💾 Archived View for ttrpgs.com › representation.gmi captured on 2024-03-21 at 15:24:27. Gemini links have been rewritten to link to archived content
⬅️ Previous capture (2024-02-05)
-=-=-=-=-=-=-
Systems should represent genres, and some do this better than others.
One Dr Who RPG (I forget which) contained an absolutely genius initiative system. The initiative turn-order was:
1. Speak
2. Run
3. Use an item
4. Attack
This clearly produces unrealistic results. The system cannot allow anyone to shoot someone before they flee, or flip a switch before someone finishes a monologue. But it represents Dr Who amazingly well.
The crew finds themselves on an abandoned space ship, surrounded by Daleks. One goes to flip a nearby switch to seal the doors shut, but the initiative order demands the Daleks can speak first.

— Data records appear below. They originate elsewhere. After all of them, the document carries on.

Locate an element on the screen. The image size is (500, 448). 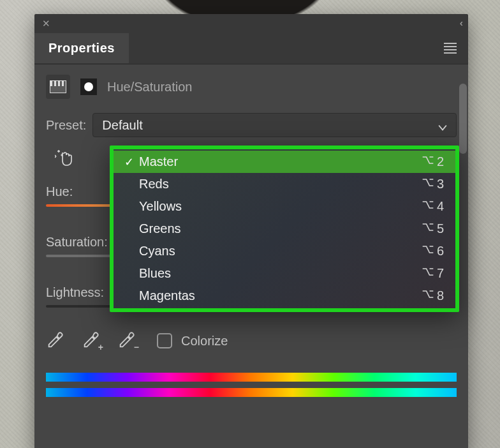
range-option-cyans: Cyans6 is located at coordinates (284, 251).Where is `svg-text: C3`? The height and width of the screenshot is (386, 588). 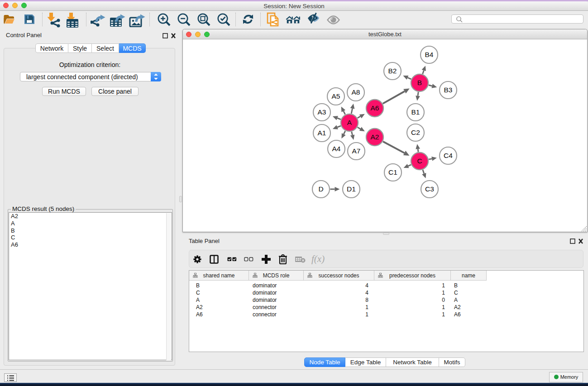 svg-text: C3 is located at coordinates (430, 189).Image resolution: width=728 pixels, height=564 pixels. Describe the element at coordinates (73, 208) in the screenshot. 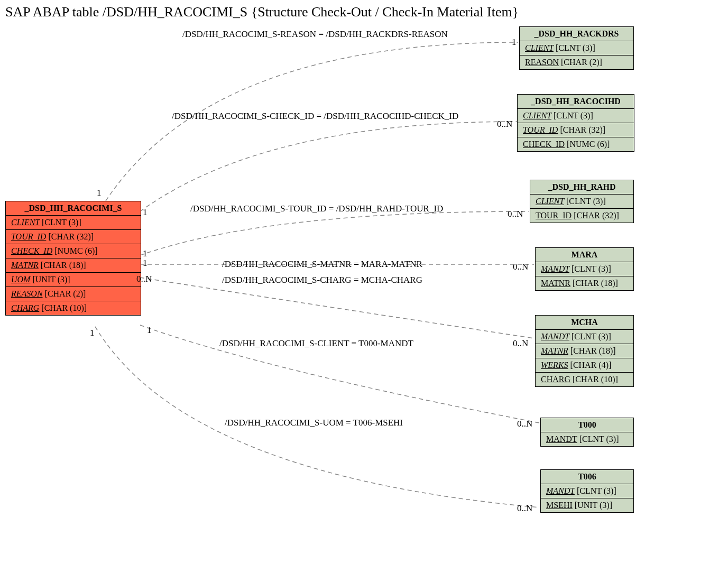

I see `entity-header: _DSD_HH_RACOCIMI_S` at that location.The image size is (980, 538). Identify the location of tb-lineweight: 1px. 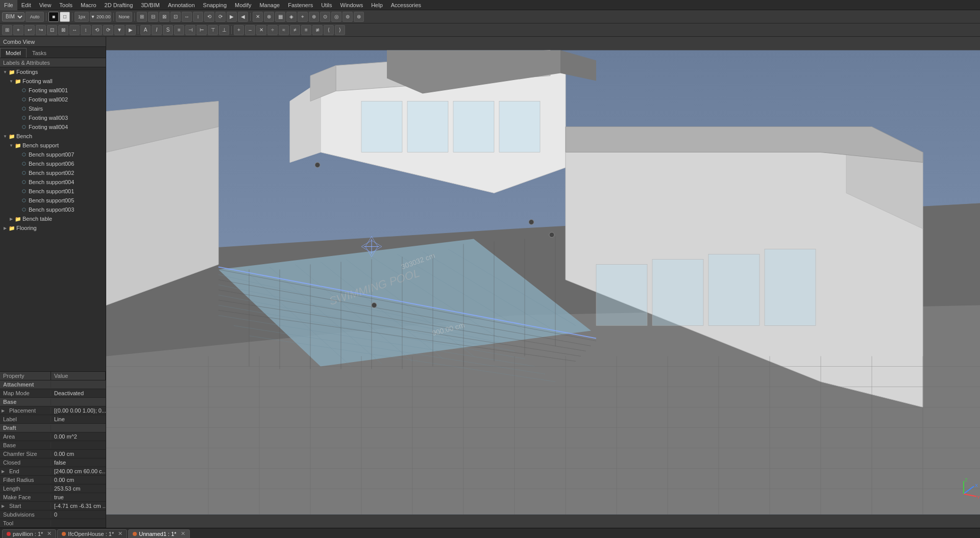
(82, 17).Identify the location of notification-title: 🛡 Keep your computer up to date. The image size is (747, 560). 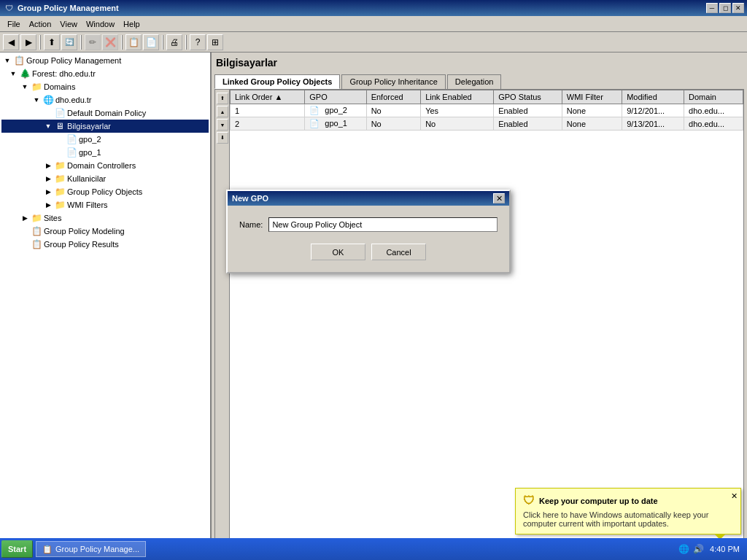
(628, 501).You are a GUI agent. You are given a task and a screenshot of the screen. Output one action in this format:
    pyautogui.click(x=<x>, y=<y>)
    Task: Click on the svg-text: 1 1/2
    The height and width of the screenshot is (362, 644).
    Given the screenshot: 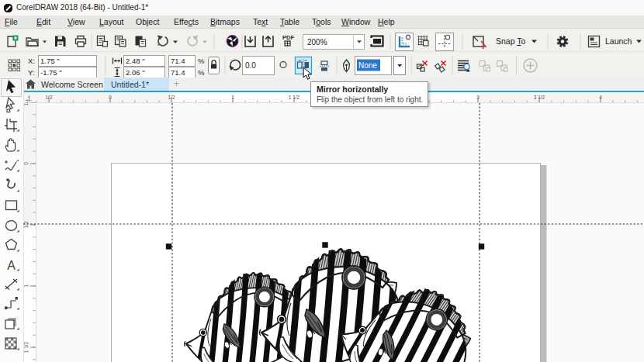 What is the action you would take?
    pyautogui.click(x=295, y=98)
    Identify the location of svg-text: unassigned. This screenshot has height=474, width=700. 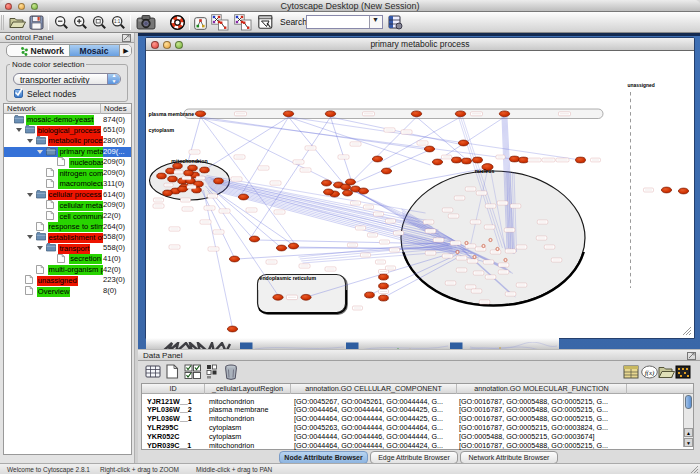
(642, 86).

COME WITH US AS PRISONERS!
SEAL THE EXIT AND WE WILL HAVE NO CHOICE BUT TO EXTERMINATE EVERYONE ON OUR SIDE OF THIS DOOR!
The crew can now close the doors or run, or continue the discussion. Everything automatically proceeds in classic Dr Who style.

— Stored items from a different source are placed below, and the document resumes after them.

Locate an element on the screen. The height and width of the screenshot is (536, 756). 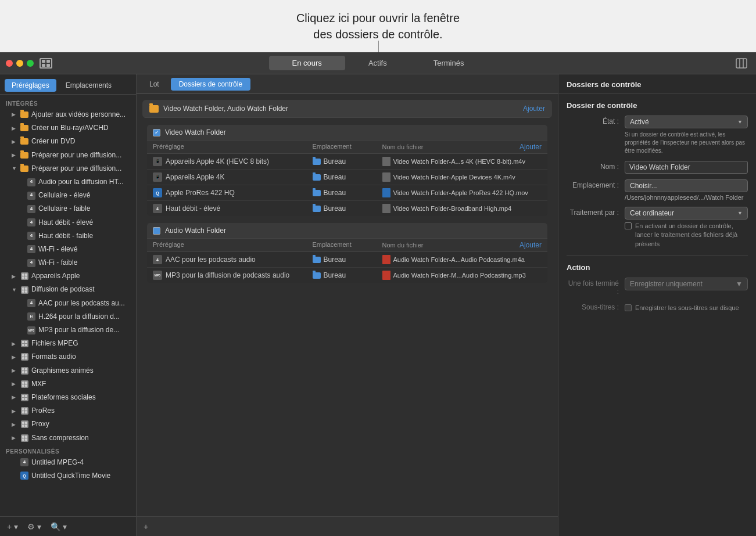
processing-label: Traitement par : is located at coordinates (596, 211).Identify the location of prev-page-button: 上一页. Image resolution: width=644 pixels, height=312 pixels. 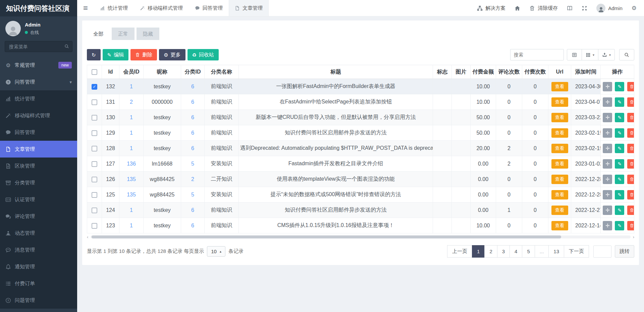
(460, 251).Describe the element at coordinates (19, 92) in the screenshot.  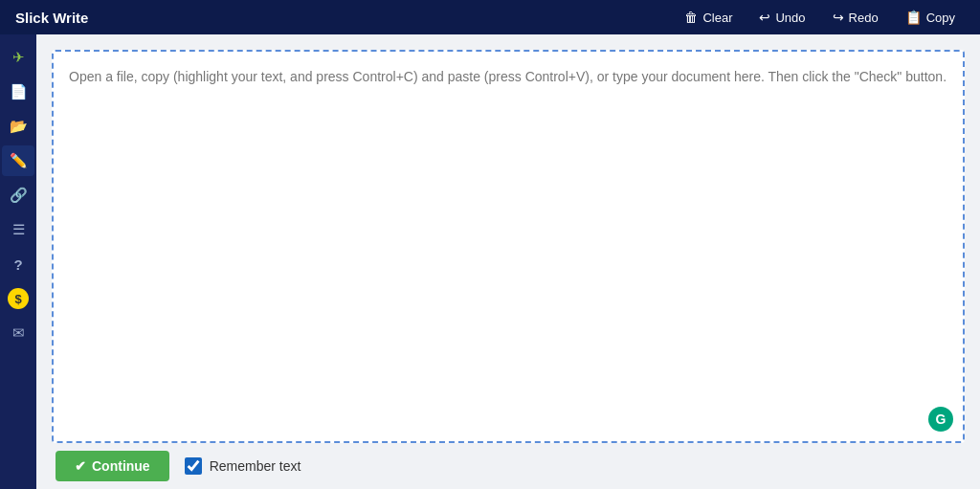
I see `file-icon: 📄` at that location.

This card-based horror RPG divides the game into three phases: the calm, the build-up, and the storm.
During the calm, players know they will not receive any damage, or find any unnatural horrors assaulting them. The build-up has each encounter draw a card. Low cards mean a jump-scare with nothing to it - perhaps a hideous face appears, then lifts off the Hallowe'en mask. Perhaps a sudden noise startles the group, but it's just a police siren.

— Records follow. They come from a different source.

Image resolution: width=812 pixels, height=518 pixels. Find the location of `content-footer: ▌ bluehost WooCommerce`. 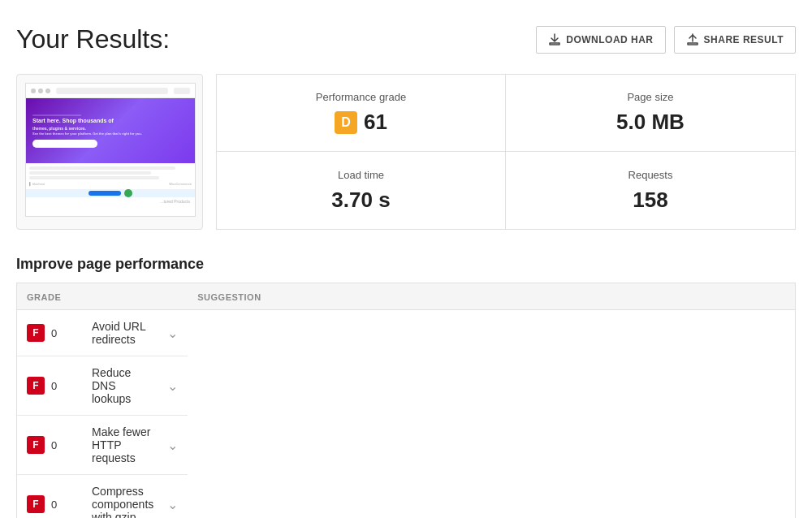

content-footer: ▌ bluehost WooCommerce is located at coordinates (110, 183).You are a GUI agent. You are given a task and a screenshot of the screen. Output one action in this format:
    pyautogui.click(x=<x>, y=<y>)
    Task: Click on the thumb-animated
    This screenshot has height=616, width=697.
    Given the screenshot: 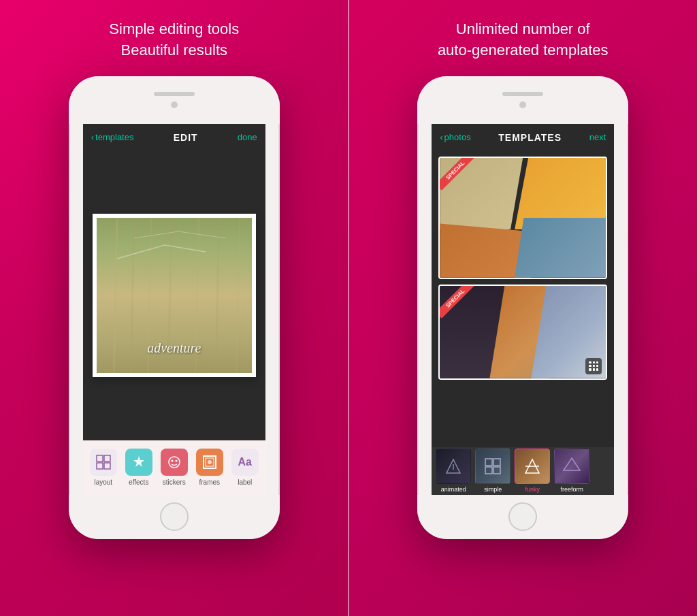 What is the action you would take?
    pyautogui.click(x=453, y=466)
    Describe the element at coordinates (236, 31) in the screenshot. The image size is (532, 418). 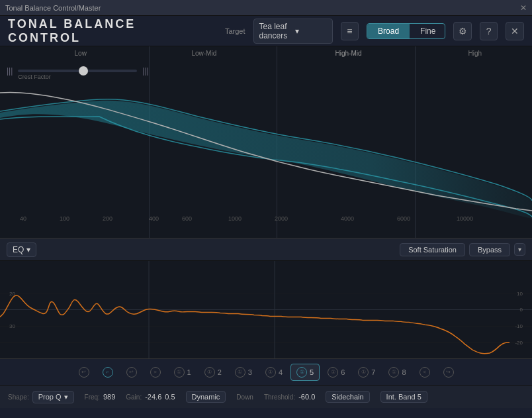
I see `target-label: Target` at that location.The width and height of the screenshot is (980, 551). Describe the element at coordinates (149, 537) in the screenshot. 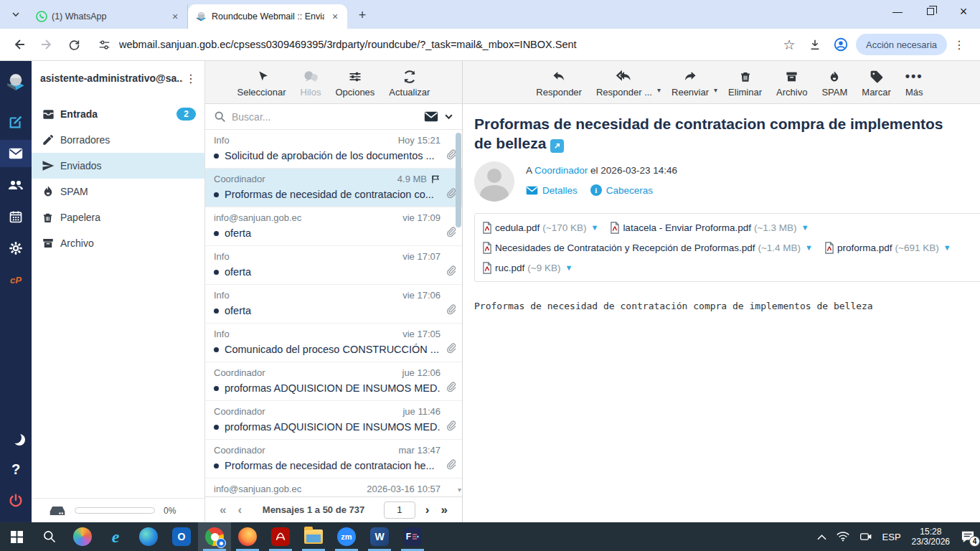

I see `taskbar-edge` at that location.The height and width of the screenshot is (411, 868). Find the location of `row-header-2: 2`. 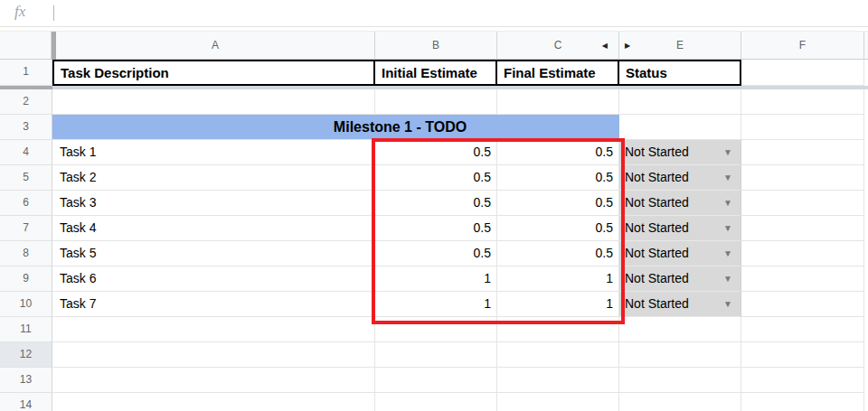

row-header-2: 2 is located at coordinates (26, 102).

The game builds in safety to add a juxtaposition to horror, directly mimicking A Nightmare on Elm Street or Hellraiser.
D&D has never managed to represent unlikely heroes with special abilities. No mages begin with an innate aptitude for fantastic magical powers - they all begin with the same level 1 spells. Players also cannot play excellent trackers, or legendary lock-pickers from the start. In earlier editions (such as Advanced Dungeons & Dragons), characters either had a skill, or didn't. In later editions, once professional skills received representation, nobody could add more skill-points than their level.
"Why" (a player might ask) "can I not play a more politically savvy and persuasive character?".
"Because you haven't killed enough goblins", replies the system.
Carrot from the Disc World, Ged from Earthsea, and even the poorly-written fantasy books based on D&D campaigns never seem to have any parallel with the potential characters in the systems.
WoD contains about 3 pages of 'core rules', and resolving any problems with these core rules takes about 10 seconds. Meanwhile, the combat section takes up chunky chapter, and takes half an hour of book-keeping.
Looking back through the genre's iconic scenes: Louis fighting the Theatre of Vampires in Interview with the Vampire, or the men in Dracula shooting at the titular character, none of these feel like drawn-out logistics battles. They give the reader short, snappy, dramatic resolutions.
I've taken the liberty of writing a better combat system for White Wolf, as the original seemed in need of care.